Problem
I need to compute the following interval \begin{equation*}\int_{t_\text{s}}^{t_\text{e}} \cos\left(a+b\tau+c\tau^2\right)\text{ d}\tau\end{equation*} where $t_{\text{s}},t_{\text{e}},a,b,c$ are non-negative given parameters. I have some difficulties in the case where $b$ and $c$ are both non zero. In order to fix the ideas, I will show my solutions in the simpler case where $c=0$ and $a,b>0$.
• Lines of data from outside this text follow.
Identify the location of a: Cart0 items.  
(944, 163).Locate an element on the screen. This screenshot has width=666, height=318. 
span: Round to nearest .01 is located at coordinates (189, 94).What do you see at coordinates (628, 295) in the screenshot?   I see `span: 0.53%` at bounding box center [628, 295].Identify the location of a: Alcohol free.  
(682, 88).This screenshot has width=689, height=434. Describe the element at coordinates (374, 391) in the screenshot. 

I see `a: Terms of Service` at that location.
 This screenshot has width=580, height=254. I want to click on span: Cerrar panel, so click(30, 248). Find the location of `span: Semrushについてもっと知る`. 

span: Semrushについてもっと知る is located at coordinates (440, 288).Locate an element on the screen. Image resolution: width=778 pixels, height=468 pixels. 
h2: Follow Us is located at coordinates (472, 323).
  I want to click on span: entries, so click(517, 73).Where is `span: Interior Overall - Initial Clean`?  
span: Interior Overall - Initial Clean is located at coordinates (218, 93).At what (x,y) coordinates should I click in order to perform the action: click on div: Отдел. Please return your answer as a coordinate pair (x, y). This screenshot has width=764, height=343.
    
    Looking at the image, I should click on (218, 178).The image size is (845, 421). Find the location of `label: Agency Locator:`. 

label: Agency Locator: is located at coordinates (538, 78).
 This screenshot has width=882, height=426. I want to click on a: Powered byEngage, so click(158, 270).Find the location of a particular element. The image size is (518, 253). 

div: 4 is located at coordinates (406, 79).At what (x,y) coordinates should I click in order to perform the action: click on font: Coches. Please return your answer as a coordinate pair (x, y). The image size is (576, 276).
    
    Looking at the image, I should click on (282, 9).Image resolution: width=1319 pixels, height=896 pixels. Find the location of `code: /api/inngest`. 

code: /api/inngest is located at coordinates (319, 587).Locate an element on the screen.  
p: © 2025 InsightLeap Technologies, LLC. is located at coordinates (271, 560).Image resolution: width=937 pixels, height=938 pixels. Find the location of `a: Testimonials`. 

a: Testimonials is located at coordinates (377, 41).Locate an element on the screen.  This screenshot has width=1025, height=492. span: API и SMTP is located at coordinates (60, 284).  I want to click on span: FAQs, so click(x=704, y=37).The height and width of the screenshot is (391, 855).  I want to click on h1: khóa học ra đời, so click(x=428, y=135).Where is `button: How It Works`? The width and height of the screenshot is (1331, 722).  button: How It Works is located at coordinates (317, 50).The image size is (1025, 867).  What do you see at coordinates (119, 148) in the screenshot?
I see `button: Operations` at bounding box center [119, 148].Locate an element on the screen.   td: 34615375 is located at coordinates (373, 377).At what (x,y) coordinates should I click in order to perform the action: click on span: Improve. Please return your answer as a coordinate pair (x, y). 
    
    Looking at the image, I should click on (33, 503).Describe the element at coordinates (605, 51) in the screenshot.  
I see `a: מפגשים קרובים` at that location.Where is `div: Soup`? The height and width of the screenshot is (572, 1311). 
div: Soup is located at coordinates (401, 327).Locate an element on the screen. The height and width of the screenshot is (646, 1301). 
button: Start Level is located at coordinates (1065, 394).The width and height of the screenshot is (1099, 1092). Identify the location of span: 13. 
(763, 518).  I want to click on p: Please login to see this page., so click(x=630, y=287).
simpler case $c=0$ and $a,b>0$
The integral above reduce to \begin{equation*}\int_{t_\text{s}}^{t_\text{e}} \cos\left(a+b\tau\right)\text{ d}\tau\end{equation*} the idea is to integrate with respect \begin{equation*}h(\tau)\triangleq a+b\tau\end{equation*} so it turns out \begin{equation*}\begin{aligned}\int_{h(t_\text{s})}^{h(t_\text{e})} \cos\left(h\right)\left(\frac{\text{ d}h}{b}\right)&=\frac{\sin(h)}{b}\bigg|_{h(t_{\text{s}})}^{h(t_\text{e})}\\ &=\frac{\sin(a+bt_{\text{e}})-\sin(a+bt_{\text{s}})}{b} \end{aligned}\end{equation*}
general case $a,b,c>0$
Now seems that the substitution trick does not work. Indeed, now the full integral \begin{equation*}\int_{t_\text{s}}^{t_\text{e}} \cos\left(a+b\tau+c\tau^2\right)\text{ d}\tau\end{equation*} requires the change of variable \begin{equation*}h(\tau)\triangleq a+b\tau+c\tau^2\end{equation*} which causes the following problem: the differential $\text{d}\tau$ is a function of $\tau$ itself because \begin{equation*} \text{d}h=(b+2c\tau)\text{d}\tau \rightarrow \text{d}\tau=\frac{\text{d}h}{b+2c\tau}\end{equation*} and so, due to the presence of $\tau$ in the above expressions, the substitution does not work.
Question
At a first glance the general integral that I'm trying to compute does not seem so problematic: the integrand is just the composition of a cosine with a polynomial function, i.e. two very regular functions. I don't believe that there is no solution, so I'm asking if someone can give me some ideas to carry out the calculation.